COMMENTARY

The Magpie Approach to Gender Equity
Committee for the Preservation of Women and Education

In his budget submission for 1994-95 and 1995-96, the Dean of the College of Education, University of Saskatchewan, has proposed the deletion of the "Women and Education" position in the Department of Educational Foundations, at the end of the academic year 1994-95. The deletion of this position will effectively silence feminist research and teaching at the College of Education. That this deletion was announced the same year that was designated the year of feminist pedagogy at the University of Saskatchewan (1993) was perhaps an unintended irony.

The deletion of this position will effectively silence feminist research and teaching at the College of Education.

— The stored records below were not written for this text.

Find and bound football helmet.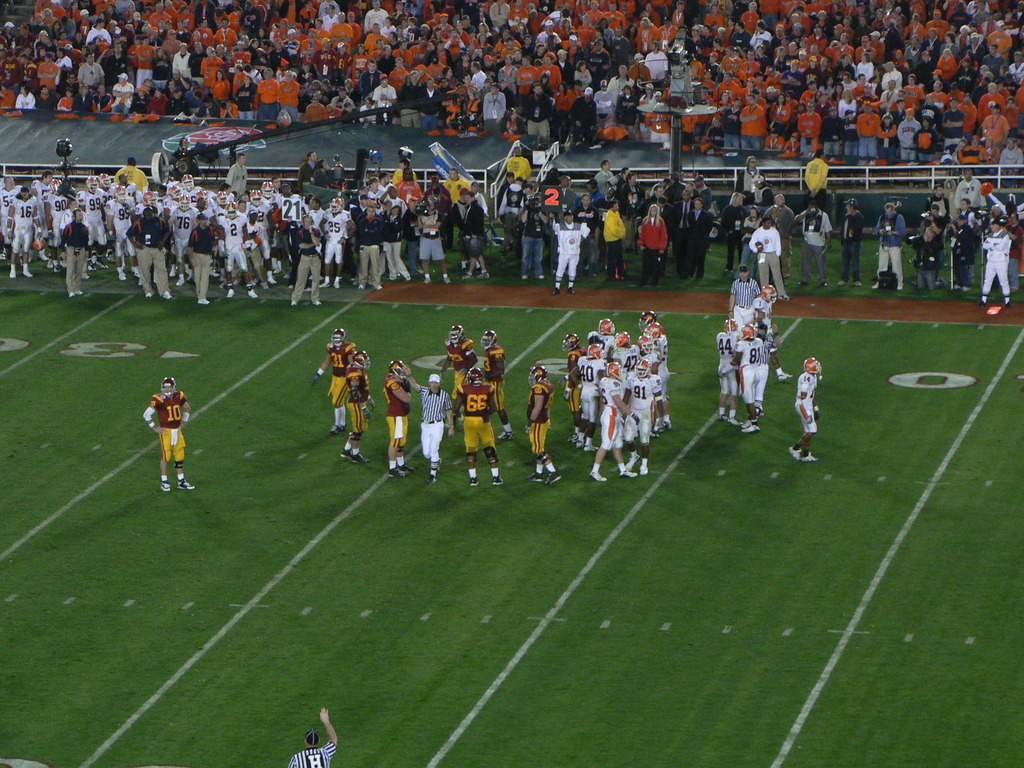
Bound: [639,309,659,332].
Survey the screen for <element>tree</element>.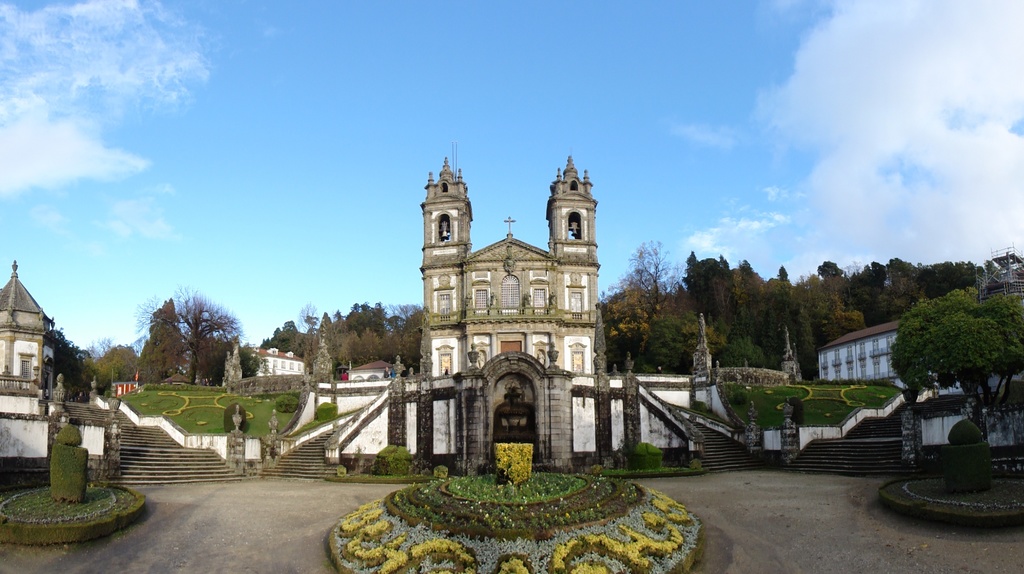
Survey found: (86,337,115,360).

According to the Dean, "With the deletion of the EDFTD 1 (Women in [sic] Education) position, the field of study would be discontinued in the Department of Educational Foundations. Since the Department of Women [sic] and Gender Studies is to be expanded, since gender issues are to be addressed in various courses in the College, and since several new faculty members with some expertise in the area have been hired in the past three years, there is a 'safety net' for the preservation of this field of study" (Murray P. Scharf, October 1993).



The position, as Professor Emerita Irene A. Poelzer has developed it for over twenty years, is unique in the College of Education in that it provides two courses where undergraduate students are able to explore the sociological, historical, and ideological dimensions of gender inequity, a particularly important study in the context of an institution which prepares mainly women for a profession administered mainly by men. In these courses, students examine gender inequity within the teaching profession, its historical roots, and its changing character. Future educators are encouraged to develop teaching styles that avoid perpetuating sexism and that promote the fullest development of girls' and women's potential.

Other courses within the College do not offer, not can they be reasonably expected to offer, this type of in-depth investigation and reflection. Students in these classes, both male and female, commonly express their appreciation for the course in comments similar to this one: "As [someone] who will soon be responsible for the development of students' minds, I feel I would have been short-changed if I hadn't taken a course like this."